Monday's bomb blast in Bangkok surprised everyone, even a Bangkok crime writer

The World
A person lights candles at the Erawan shrine, the site of Monday's deadly blast, in central Bangkok, Thailand, August 18, 2015.

Monday's Bangkok explosion surprised a lot of residents in Thailand.

Even those acutely tuned in to crime. Like John Burdett.

He's a crime writer. And his fictional Bangkok detective Sonchai Jitpleecheep cracks cases in the books, Bangkok 8 and the Godfather of Kathmandu.

Burdett splits his time between Thailand and France. He told us that a bombing in Bangkok just doesn't make sense.

"I'm as absolutely baffled as everybody else," he says. "I feel awful," he says.

Burdett says the attack is an attack on the Thai economy.

"That area is where foreigners hang out. It's sort of the ‘downtown-downtown’ of Bangkok. And the Thai economy has been suffering particularly because the fall in tourism — for various reasons. And now an attack like that is just awful."

The Thai government released photos of the person they say placed the bomb at the Erawan Shrine. He looks caucasian. Burdett says the suspect's ethnicity adds a problematic dimension to it. There hasn't been an attack in Bangkok by a foreigner in years. "The last time they had foreigners involved in a bombing was when Iranians blew themselves up by mistake. But they were there to blow-up Israeli diplomats. No one has ever thought that a foreigner would do something like this."

It's telling that Burdett's crime novels detail drug trafficking, sex trafficking, crooked cops — but not terrorism. It speaks to life in Thailand. "You feel amazingly safe in Bangkok," he says. "When you read about the Boston bombings and then the London bombings and the Paris bombings, there's been so many bombings. But in Bangkok ... I was feeling pretty safe until this happened."

Burdett contacted his wife, who was in Thailand while he was in France, just after the he heard about the bombing. She told him people are scared. "It's gone beyond the politics of it. It's just a visceral fear that anything can go wrong anytime."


What you have to do ▸
Reproduce every entry exactly as written.
═════ Data for the task ═════
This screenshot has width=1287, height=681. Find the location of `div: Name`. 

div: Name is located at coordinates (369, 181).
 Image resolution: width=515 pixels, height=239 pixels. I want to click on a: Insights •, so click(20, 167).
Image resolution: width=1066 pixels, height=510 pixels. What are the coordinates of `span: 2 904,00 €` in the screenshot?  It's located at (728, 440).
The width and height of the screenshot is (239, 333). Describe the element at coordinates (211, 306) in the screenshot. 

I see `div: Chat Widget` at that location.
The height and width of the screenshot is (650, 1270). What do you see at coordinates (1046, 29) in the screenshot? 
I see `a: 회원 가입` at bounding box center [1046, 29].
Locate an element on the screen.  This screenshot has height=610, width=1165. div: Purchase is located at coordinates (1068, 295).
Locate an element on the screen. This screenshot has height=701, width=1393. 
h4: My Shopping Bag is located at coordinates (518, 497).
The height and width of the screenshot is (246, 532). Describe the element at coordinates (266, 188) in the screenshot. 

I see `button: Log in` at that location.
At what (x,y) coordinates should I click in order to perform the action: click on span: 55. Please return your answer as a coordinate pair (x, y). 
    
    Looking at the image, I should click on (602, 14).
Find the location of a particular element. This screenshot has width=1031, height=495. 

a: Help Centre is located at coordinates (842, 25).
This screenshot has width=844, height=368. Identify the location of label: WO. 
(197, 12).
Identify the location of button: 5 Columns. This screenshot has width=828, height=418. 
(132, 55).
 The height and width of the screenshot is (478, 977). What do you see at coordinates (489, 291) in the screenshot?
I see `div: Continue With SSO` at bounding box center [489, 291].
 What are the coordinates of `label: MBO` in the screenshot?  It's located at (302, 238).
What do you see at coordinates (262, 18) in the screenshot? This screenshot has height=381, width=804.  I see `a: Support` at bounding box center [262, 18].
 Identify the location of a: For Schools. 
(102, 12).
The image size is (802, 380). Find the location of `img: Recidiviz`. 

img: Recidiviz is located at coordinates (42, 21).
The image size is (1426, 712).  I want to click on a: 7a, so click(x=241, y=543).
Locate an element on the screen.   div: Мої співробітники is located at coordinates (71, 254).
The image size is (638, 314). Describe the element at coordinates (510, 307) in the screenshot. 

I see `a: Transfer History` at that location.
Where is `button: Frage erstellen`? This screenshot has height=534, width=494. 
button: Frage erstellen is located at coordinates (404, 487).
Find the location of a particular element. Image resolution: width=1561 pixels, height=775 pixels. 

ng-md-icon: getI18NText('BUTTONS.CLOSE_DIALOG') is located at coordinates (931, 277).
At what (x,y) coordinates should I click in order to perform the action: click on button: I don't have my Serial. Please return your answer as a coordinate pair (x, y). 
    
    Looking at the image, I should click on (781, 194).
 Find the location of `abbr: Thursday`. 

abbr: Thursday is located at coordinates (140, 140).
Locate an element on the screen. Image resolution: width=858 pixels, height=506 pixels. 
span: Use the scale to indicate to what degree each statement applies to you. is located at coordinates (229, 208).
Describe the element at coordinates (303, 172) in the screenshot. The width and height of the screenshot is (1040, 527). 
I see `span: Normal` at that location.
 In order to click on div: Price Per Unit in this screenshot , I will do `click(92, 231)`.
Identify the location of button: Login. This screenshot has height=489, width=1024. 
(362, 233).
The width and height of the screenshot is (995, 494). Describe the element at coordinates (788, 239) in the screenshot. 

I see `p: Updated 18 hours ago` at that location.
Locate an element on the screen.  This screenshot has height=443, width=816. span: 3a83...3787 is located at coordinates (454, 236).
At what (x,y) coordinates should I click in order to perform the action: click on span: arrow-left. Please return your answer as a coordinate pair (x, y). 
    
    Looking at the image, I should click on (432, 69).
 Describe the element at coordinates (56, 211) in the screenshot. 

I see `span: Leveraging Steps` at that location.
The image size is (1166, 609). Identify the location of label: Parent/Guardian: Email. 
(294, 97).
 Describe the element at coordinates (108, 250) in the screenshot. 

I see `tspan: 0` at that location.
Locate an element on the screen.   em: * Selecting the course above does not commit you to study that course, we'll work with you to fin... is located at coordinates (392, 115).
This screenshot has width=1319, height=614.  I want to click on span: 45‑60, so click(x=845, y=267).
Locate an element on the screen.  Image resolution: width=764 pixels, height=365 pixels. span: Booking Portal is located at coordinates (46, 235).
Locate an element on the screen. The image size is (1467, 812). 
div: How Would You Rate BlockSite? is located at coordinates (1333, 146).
═════
Solution to this problem ▸
This screenshot has width=1287, height=681. Find the location of `div: Name`. 

div: Name is located at coordinates (369, 181).
 Image resolution: width=515 pixels, height=239 pixels. I want to click on a: Insights •, so click(20, 167).
Image resolution: width=1066 pixels, height=510 pixels. What are the coordinates of `span: 2 904,00 €` in the screenshot?  It's located at (728, 440).
The width and height of the screenshot is (239, 333). Describe the element at coordinates (211, 306) in the screenshot. 

I see `div: Chat Widget` at that location.
The height and width of the screenshot is (650, 1270). What do you see at coordinates (1046, 29) in the screenshot? 
I see `a: 회원 가입` at bounding box center [1046, 29].
Locate an element on the screen.  This screenshot has height=610, width=1165. div: Purchase is located at coordinates (1068, 295).
Locate an element on the screen. This screenshot has height=701, width=1393. 
h4: My Shopping Bag is located at coordinates (518, 497).
The height and width of the screenshot is (246, 532). Describe the element at coordinates (266, 188) in the screenshot. 

I see `button: Log in` at that location.
At what (x,y) coordinates should I click in order to perform the action: click on span: 55. Please return your answer as a coordinate pair (x, y). 
    
    Looking at the image, I should click on (602, 14).
Find the location of a particular element. This screenshot has width=1031, height=495. 

a: Help Centre is located at coordinates (842, 25).
This screenshot has width=844, height=368. Identify the location of label: WO. 
(197, 12).
Identify the location of button: 5 Columns. This screenshot has width=828, height=418. 
(132, 55).
 The height and width of the screenshot is (478, 977). What do you see at coordinates (489, 291) in the screenshot?
I see `div: Continue With SSO` at bounding box center [489, 291].
 What are the coordinates of `label: MBO` in the screenshot?  It's located at (302, 238).
What do you see at coordinates (262, 18) in the screenshot? This screenshot has height=381, width=804.  I see `a: Support` at bounding box center [262, 18].
 Identify the location of a: For Schools. 
(102, 12).
The image size is (802, 380). Find the location of `img: Recidiviz`. 

img: Recidiviz is located at coordinates (42, 21).
The image size is (1426, 712).  I want to click on a: 7a, so click(x=241, y=543).
Locate an element on the screen.   div: Мої співробітники is located at coordinates (71, 254).
The image size is (638, 314). Describe the element at coordinates (510, 307) in the screenshot. 

I see `a: Transfer History` at that location.
Where is `button: Frage erstellen`? This screenshot has height=534, width=494. 
button: Frage erstellen is located at coordinates (404, 487).
Find the location of a particular element. Image resolution: width=1561 pixels, height=775 pixels. 

ng-md-icon: getI18NText('BUTTONS.CLOSE_DIALOG') is located at coordinates (931, 277).
At what (x,y) coordinates should I click in order to perform the action: click on button: I don't have my Serial. Please return your answer as a coordinate pair (x, y). 
    
    Looking at the image, I should click on (781, 194).
 Find the location of `abbr: Thursday`. 

abbr: Thursday is located at coordinates (140, 140).
Locate an element on the screen. Image resolution: width=858 pixels, height=506 pixels. 
span: Use the scale to indicate to what degree each statement applies to you. is located at coordinates (229, 208).
Describe the element at coordinates (303, 172) in the screenshot. The width and height of the screenshot is (1040, 527). 
I see `span: Normal` at that location.
 In order to click on div: Price Per Unit in this screenshot , I will do `click(92, 231)`.
Identify the location of button: Login. This screenshot has height=489, width=1024. 
(362, 233).
The width and height of the screenshot is (995, 494). Describe the element at coordinates (788, 239) in the screenshot. 

I see `p: Updated 18 hours ago` at that location.
Locate an element on the screen.  This screenshot has height=443, width=816. span: 3a83...3787 is located at coordinates (454, 236).
At what (x,y) coordinates should I click in order to perform the action: click on span: arrow-left. Please return your answer as a coordinate pair (x, y). 
    
    Looking at the image, I should click on (432, 69).
 Describe the element at coordinates (56, 211) in the screenshot. 

I see `span: Leveraging Steps` at that location.
The image size is (1166, 609). Identify the location of label: Parent/Guardian: Email. 
(294, 97).
 Describe the element at coordinates (108, 250) in the screenshot. 

I see `tspan: 0` at that location.
Locate an element on the screen.   em: * Selecting the course above does not commit you to study that course, we'll work with you to fin... is located at coordinates (392, 115).
This screenshot has width=1319, height=614.  I want to click on span: 45‑60, so click(x=845, y=267).
Locate an element on the screen.  Image resolution: width=764 pixels, height=365 pixels. span: Booking Portal is located at coordinates (46, 235).
Locate an element on the screen. The image size is (1467, 812). 
div: How Would You Rate BlockSite? is located at coordinates (1333, 146).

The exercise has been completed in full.